Confessions has much in common with what came to be known as
autobiography in its modern, Western sense, which can be considered to have
emerged in Europe during the Renaissance, in the 15th century. One of the
first examples was produced in England by Margery Kempe, a religious
mystic of Norfolk. In her old age Kempe dictated an account of her bustling,
far-faring life, which, however concerned with religious experience, reveals
her personality. One of the first full-scale formal autobiographies was written
a generation later by a celebrated humanist publicist of the age, Enea Silvio
Piccolomini, after he was elevated to the papacy, in 1458, as Pius II. In the
first book of his autobiography—misleadingly named Commentarii, in
evident imitation of Caesar—Pius II traces his career up to becoming pope;
the succeeding 11 books (and a fragment of a 12th, which breaks off a few
months before his death in 1464) present a panorama of the age.
The autobiography of the Italian physician and astrologer Gironimo Cardano
and the adventures of the goldsmith and sculptor Benvenuto Cellini in Italy
of the 16th century; the uninhibited autobiography of the English historian
and diplomat Lord Herbert of Cherbury, in the early 17th; and Colley
Cibber’s Apology for the Life of Colley Cibber, Comedian in the early
18th—these are representative examples of biographical literature from the
Renaissance to the Age of Enlightenment. The latter period itself produced
three works that are especially notable for their very different reflections of
the spirit of the times as well as of the personalities of their authors: the
urbane autobiography of Edward Gibbon, the great historian; the
plainspoken, vigorous success story of an American who possessed all
talents, Benjamin Franklin; and the introspection of a revolutionary Swiss-
born political and social theorist, the Confessions of Jean-Jacques
Rousseau—the latter leading to two autobiographical explorations in poetry
during the Romantic period in England, William
Wordsworth’s Prelude and Lord Byron’s Childe Harold, cantos III and IV.
Types Of Autobiography
An autobiography may be placed into one of four very broad types: thematic,
religious, intellectual, and fictionalized.
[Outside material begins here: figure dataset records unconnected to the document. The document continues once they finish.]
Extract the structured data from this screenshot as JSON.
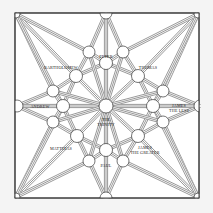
{
  "colors": {
    "background": "#f4f4f4",
    "paper": "#ffffff",
    "ink": "#1a1a1a"
  },
  "labels": {
    "peter": "PETER",
    "bartholomew": "BARTHOLOMEW",
    "thomas": "THOMAS",
    "andrew": "ANDREW",
    "trinity_line1": "THE",
    "trinity_line2": "TRINITY",
    "james_less_line1": "JAMES",
    "james_less_line2": "THE LESS",
    "matthias": "MATTHIAS",
    "james_greater_line1": "JAMES",
    "james_greater_line2": "THE GREATER",
    "paul": "PAUL"
  },
  "nodes": [
    {
      "id": "corner-tl",
      "label": ""
    },
    {
      "id": "top",
      "label": ""
    },
    {
      "id": "corner-tr",
      "label": ""
    },
    {
      "id": "peter-left",
      "label": ""
    },
    {
      "id": "peter",
      "label": "PETER"
    },
    {
      "id": "peter-right",
      "label": ""
    },
    {
      "id": "bartholomew",
      "label": "BARTHOLOMEW"
    },
    {
      "id": "thomas",
      "label": "THOMAS"
    },
    {
      "id": "upper-left",
      "label": ""
    },
    {
      "id": "upper-right",
      "label": ""
    },
    {
      "id": "left-edge",
      "label": ""
    },
    {
      "id": "andrew",
      "label": "ANDREW"
    },
    {
      "id": "trinity",
      "label": "THE TRINITY"
    },
    {
      "id": "james-less",
      "label": "JAMES THE LESS"
    },
    {
      "id": "right-edge",
      "label": ""
    },
    {
      "id": "lower-left",
      "label": ""
    },
    {
      "id": "lower-right",
      "label": ""
    },
    {
      "id": "matthias",
      "label": "MATTHIAS"
    },
    {
      "id": "james-greater",
      "label": "JAMES THE GREATER"
    },
    {
      "id": "paul-left",
      "label": ""
    },
    {
      "id": "paul",
      "label": "PAUL"
    },
    {
      "id": "paul-right",
      "label": ""
    },
    {
      "id": "corner-bl",
      "label": ""
    },
    {
      "id": "bottom",
      "label": ""
    },
    {
      "id": "corner-br",
      "label": ""
    }
  ],
  "edges": [
    [
      "corner-tl",
      "upper-left"
    ],
    [
      "corner-tl",
      "bartholomew"
    ],
    [
      "corner-tl",
      "peter-left"
    ],
    [
      "corner-tl",
      "andrew"
    ],
    [
      "corner-tr",
      "upper-right"
    ],
    [
      "corner-tr",
      "thomas"
    ],
    [
      "corner-tr",
      "peter-right"
    ],
    [
      "corner-tr",
      "james-less"
    ],
    [
      "corner-bl",
      "lower-left"
    ],
    [
      "corner-bl",
      "matthias"
    ],
    [
      "corner-bl",
      "paul-left"
    ],
    [
      "corner-bl",
      "andrew"
    ],
    [
      "corner-br",
      "lower-right"
    ],
    [
      "corner-br",
      "james-greater"
    ],
    [
      "corner-br",
      "paul-right"
    ],
    [
      "corner-br",
      "james-less"
    ],
    [
      "top",
      "peter-left"
    ],
    [
      "top",
      "peter-right"
    ],
    [
      "top",
      "peter"
    ],
    [
      "bottom",
      "paul-left"
    ],
    [
      "bottom",
      "paul-right"
    ],
    [
      "bottom",
      "paul"
    ],
    [
      "left-edge",
      "upper-left"
    ],
    [
      "left-edge",
      "lower-left"
    ],
    [
      "left-edge",
      "andrew"
    ],
    [
      "right-edge",
      "upper-right"
    ],
    [
      "right-edge",
      "lower-right"
    ],
    [
      "right-edge",
      "james-less"
    ],
    [
      "peter",
      "peter-left"
    ],
    [
      "peter",
      "peter-right"
    ],
    [
      "peter",
      "trinity"
    ],
    [
      "paul",
      "paul-left"
    ],
    [
      "paul",
      "paul-right"
    ],
    [
      "paul",
      "trinity"
    ],
    [
      "andrew",
      "upper-left"
    ],
    [
      "andrew",
      "lower-left"
    ],
    [
      "andrew",
      "trinity"
    ],
    [
      "james-less",
      "upper-right"
    ],
    [
      "james-less",
      "lower-right"
    ],
    [
      "james-less",
      "trinity"
    ],
    [
      "bartholomew",
      "peter-left"
    ],
    [
      "bartholomew",
      "upper-left"
    ],
    [
      "bartholomew",
      "trinity"
    ],
    [
      "bartholomew",
      "peter"
    ],
    [
      "bartholomew",
      "andrew"
    ],
    [
      "thomas",
      "peter-right"
    ],
    [
      "thomas",
      "upper-right"
    ],
    [
      "thomas",
      "trinity"
    ],
    [
      "thomas",
      "peter"
    ],
    [
      "thomas",
      "james-less"
    ],
    [
      "matthias",
      "paul-left"
    ],
    [
      "matthias",
      "lower-left"
    ],
    [
      "matthias",
      "trinity"
    ],
    [
      "matthias",
      "paul"
    ],
    [
      "matthias",
      "andrew"
    ],
    [
      "james-greater",
      "paul-right"
    ],
    [
      "james-greater",
      "lower-right"
    ],
    [
      "james-greater",
      "trinity"
    ],
    [
      "james-greater",
      "paul"
    ],
    [
      "james-greater",
      "james-less"
    ],
    [
      "peter-left",
      "trinity"
    ],
    [
      "peter-right",
      "trinity"
    ],
    [
      "paul-left",
      "trinity"
    ],
    [
      "paul-right",
      "trinity"
    ],
    [
      "upper-left",
      "trinity"
    ],
    [
      "upper-right",
      "trinity"
    ],
    [
      "lower-left",
      "trinity"
    ],
    [
      "lower-right",
      "trinity"
    ]
  ]
}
The first grouping includes books
with such diverse purposes as The Americanization of Edward Bok (1920)
and Adolf Hitler’s Mein Kampf (1925, 1927). Religious autobiography
claims a number of great works, ranging from Augustine and Kempe to the
autobiographical chapters of Thomas Carlyle’s Sartor Resartus and John
Henry Cardinal Newman’s Apologia in the 19th century. That century and
the early 20th saw the creation of several intellectual autobiographies,
including the severely analytical Autobiography of the philosopher John
Stuart Mill and The Education of Henry Adams. Finally,
somewhat analogous to the novel as biography is the autobiography thinly
disguised as, or transformed into, the novel. This group includes such works
as Samuel Butler’s The Way of All Flesh (1903), James Joyce’s A Portrait of
the Artist as a Young Man (1916), George Santayana’s The Last
Puritan (1935), and the novels of Thomas Wolfe. Yet in all of these works
can be detected elements of all four types; the most outstanding
autobiographies often ride roughshod over these distinctions.